Recently, an Israeli TV news segment highlighted the 3D printing of a PSI device for an IDF military dog who had had part of his skull shattered in a military operation in Gaza.  A CT of the brave canine’s head provided the surgeons with a look at the shape of the missing piece of skull. Medical planners of Synergy 3DMed were then able to recreate the segment and the surgeon fit it—almost like a missing puzzle piece—into the skull of the dog, who fully recovered after the operation. 

The same process was used for a soldier who sustained similar injuries in Gaza:  Synergy 3DMed medical designers were able to provide surgeons with an exact printed PSI which was fitted to safely close up the skull. 

The news report showed the soldier, post-operation, visiting neurosurgeon Prof. Jonathan Roth, head of the neuroendoscopic unit at Ichilov, and smiling as he incredulously held the printed 3D model that had assisted the physician in the operation. “Each procedure is a unique opportunity to help someone,” says Librus. 

“Sometimes it’s a dancer who you help reconstruct her broken leg so she can dance again, and sometimes it’s a dog to support him to go back to living. We owe them this as human beings to give them back their lives. “Each story is mind blowing because you know this patient will not need any revisions later and they will be back contributing to the country, and will have back their quality of life.”

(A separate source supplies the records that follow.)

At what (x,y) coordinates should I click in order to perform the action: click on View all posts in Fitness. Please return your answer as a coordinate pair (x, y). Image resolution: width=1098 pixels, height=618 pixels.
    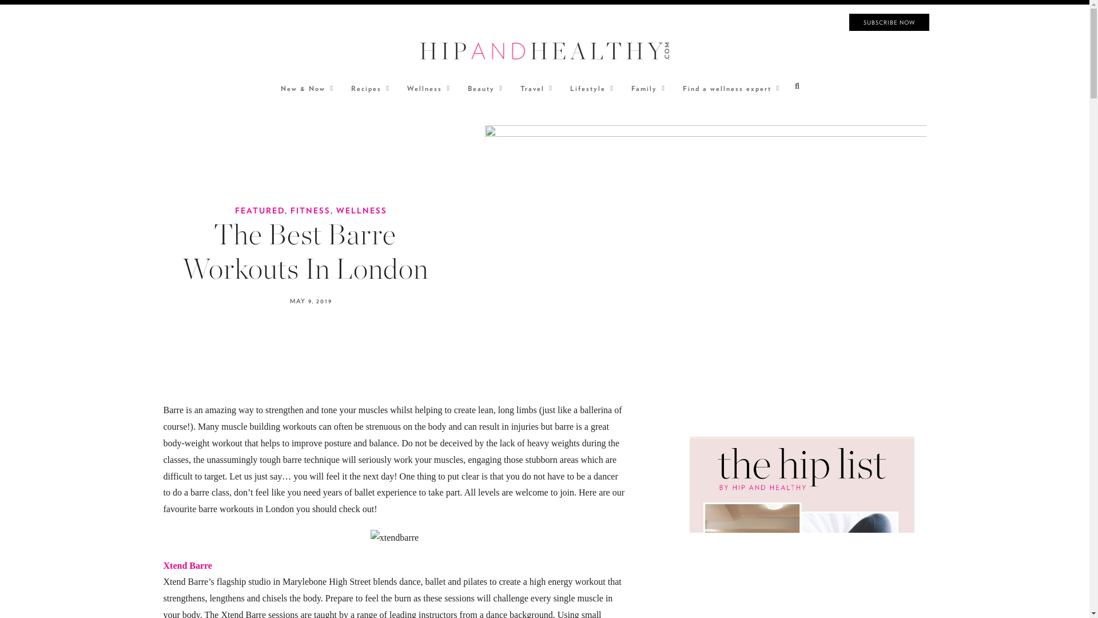
    Looking at the image, I should click on (310, 210).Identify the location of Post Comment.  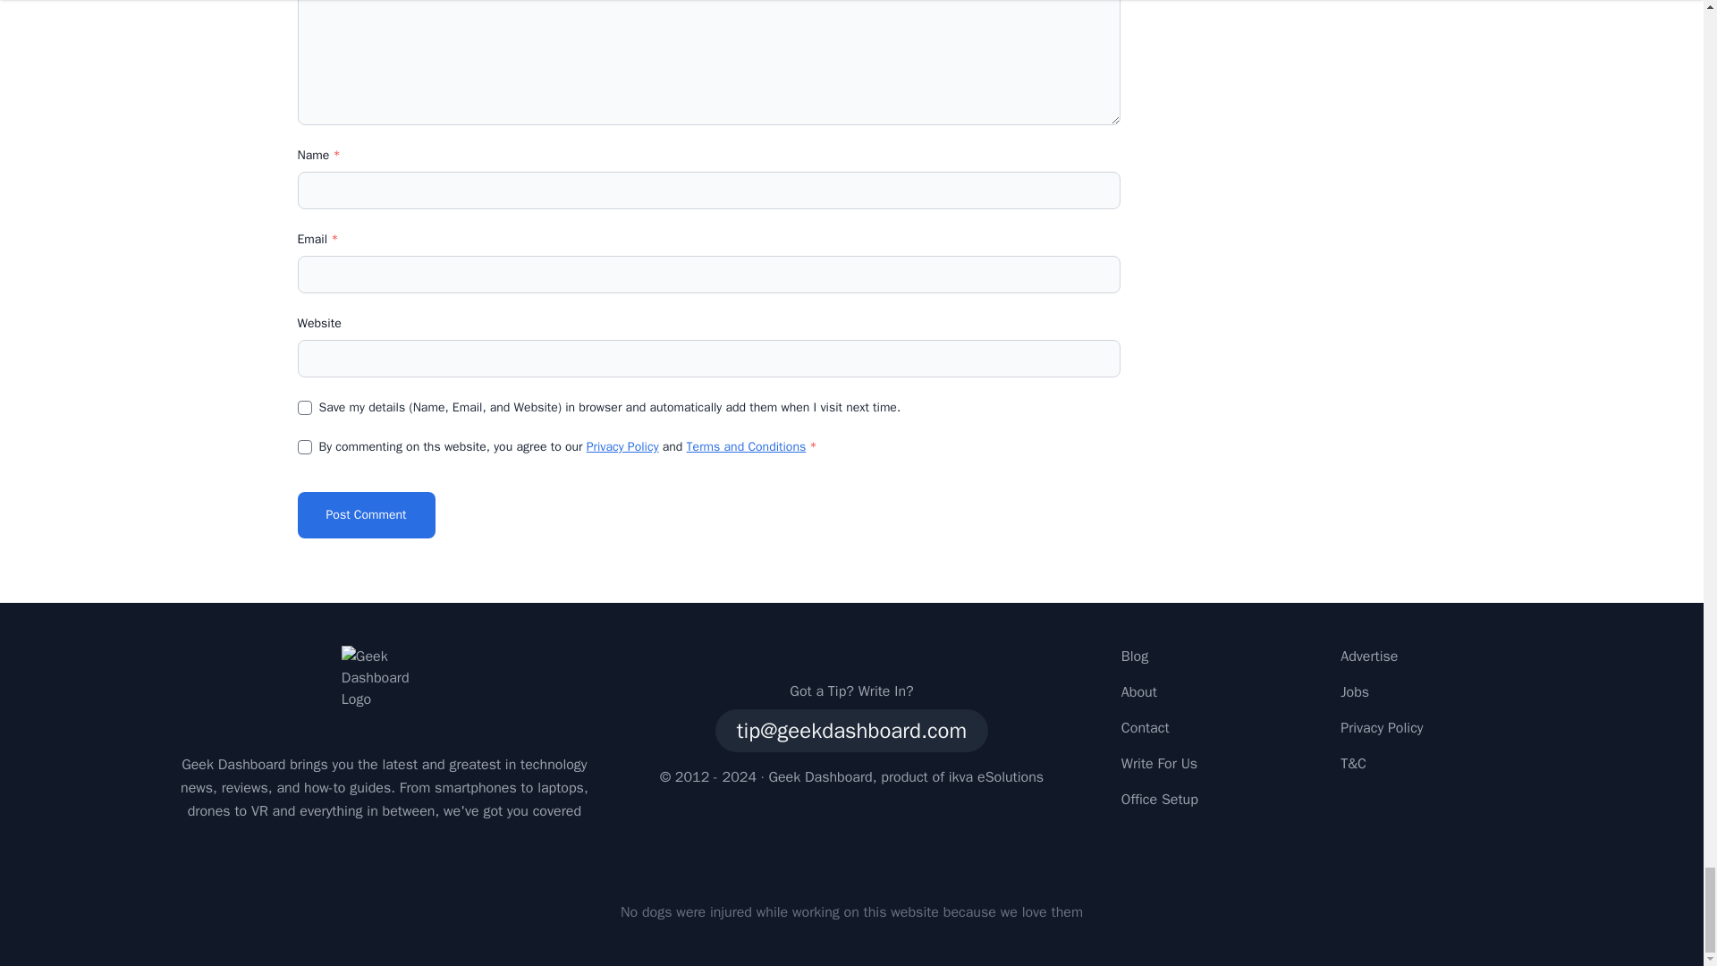
(365, 514).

The procedure has been used in over 2,000 cases in 25 hospitals – mainly in Israel but also in England and Spain. It was used in 16 different surgical disciplines, including in oncological surgical treatments reducing bone loss, as well as for repair of congenital malformations. “Everybody gets real benefit from having access to this material,” says Librus. “The physician can be very creative, and create their new method of work or solution; they have this flexibility of materials.” 

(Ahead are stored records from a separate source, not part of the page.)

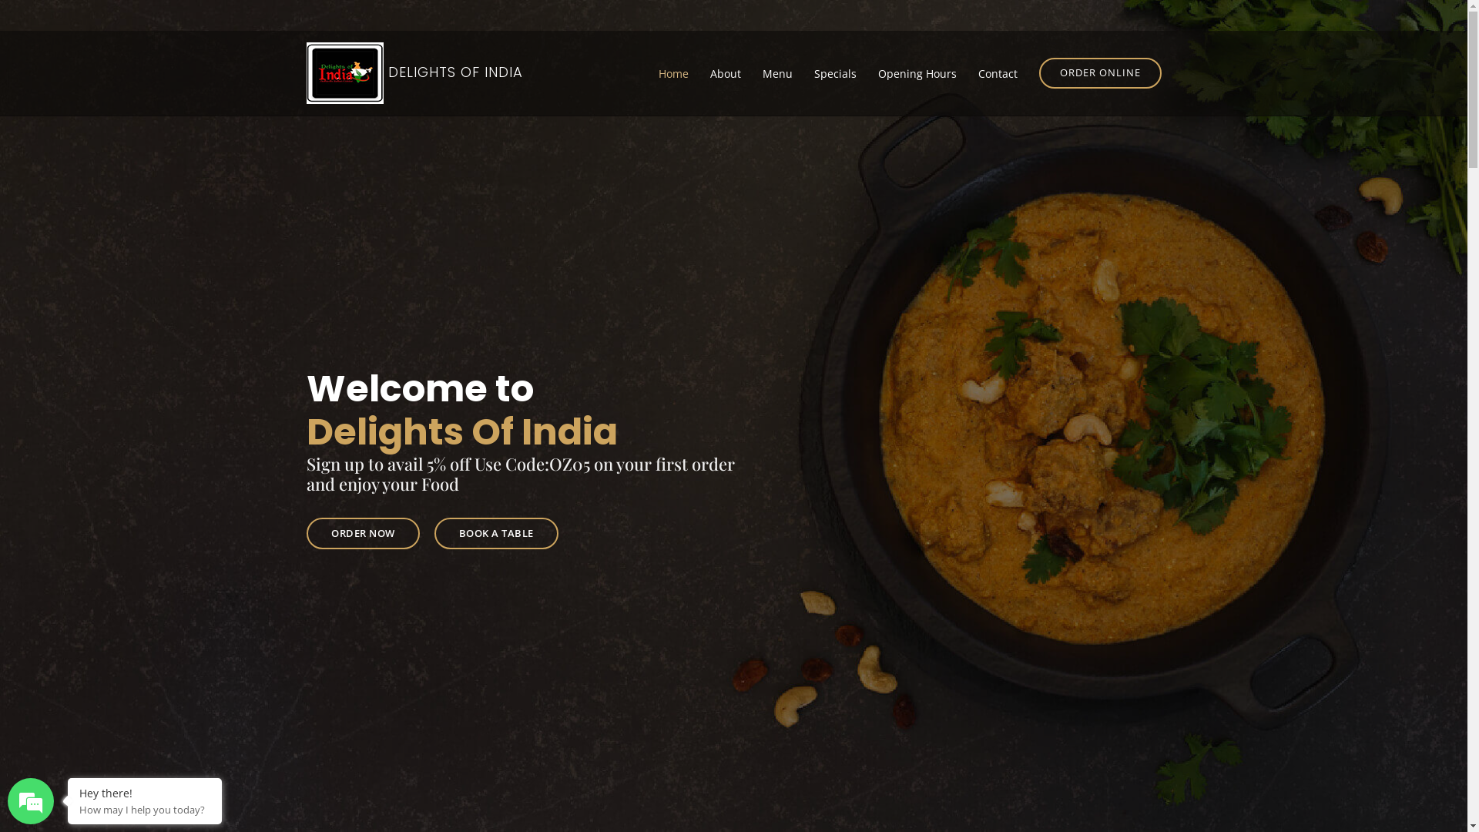  What do you see at coordinates (778, 72) in the screenshot?
I see `Menu` at bounding box center [778, 72].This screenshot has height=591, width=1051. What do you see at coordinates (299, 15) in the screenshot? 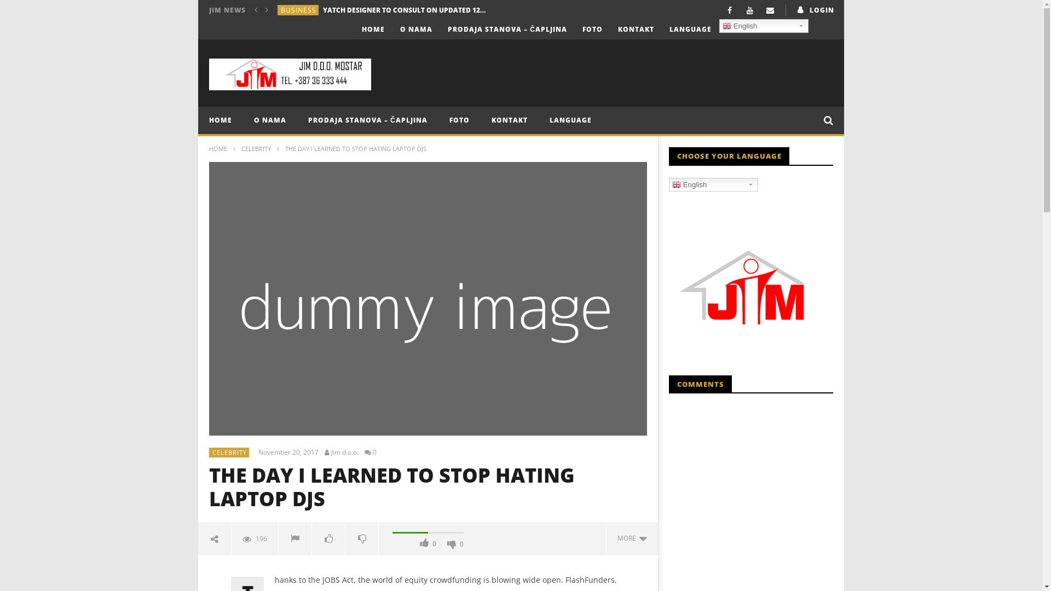
I see `BUSINESS` at bounding box center [299, 15].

Part of the company’s strategy has been to create an academic program at the Holon Institute of Technology for medical designers who will be needed as this technology expands, Librus explains. “You need to think differently to create innovation to be very multidisciplinary, to connect together chemistry, physics, electronics and to create a solution that mixes a lot of knowledge,” he says.  “We are working to create new students who are very multidisciplinary.”

Medical technology companies such as the global leader Medtronic are realizing this is the future of the industry, says Librus, and a few other companies worldwide have begun working with similar technology. 

As for Synergy 3DMed, its next mission is to raise $8 million to move into the United States and Europe. “Now we need to duplicate this to the rest of the world. If we are not spreading this to the rest of the world we are not contributing to humanity,” Librus says. 

He notes that while Israel is a “great place” for R&D and to create innovation, to scale up, the technology must be introduced into the rest of the world. “This is what we will be doing in the next few years. We’ll finish this war, the economic situation will be better and then we will continue with the journey we started seven years ago.”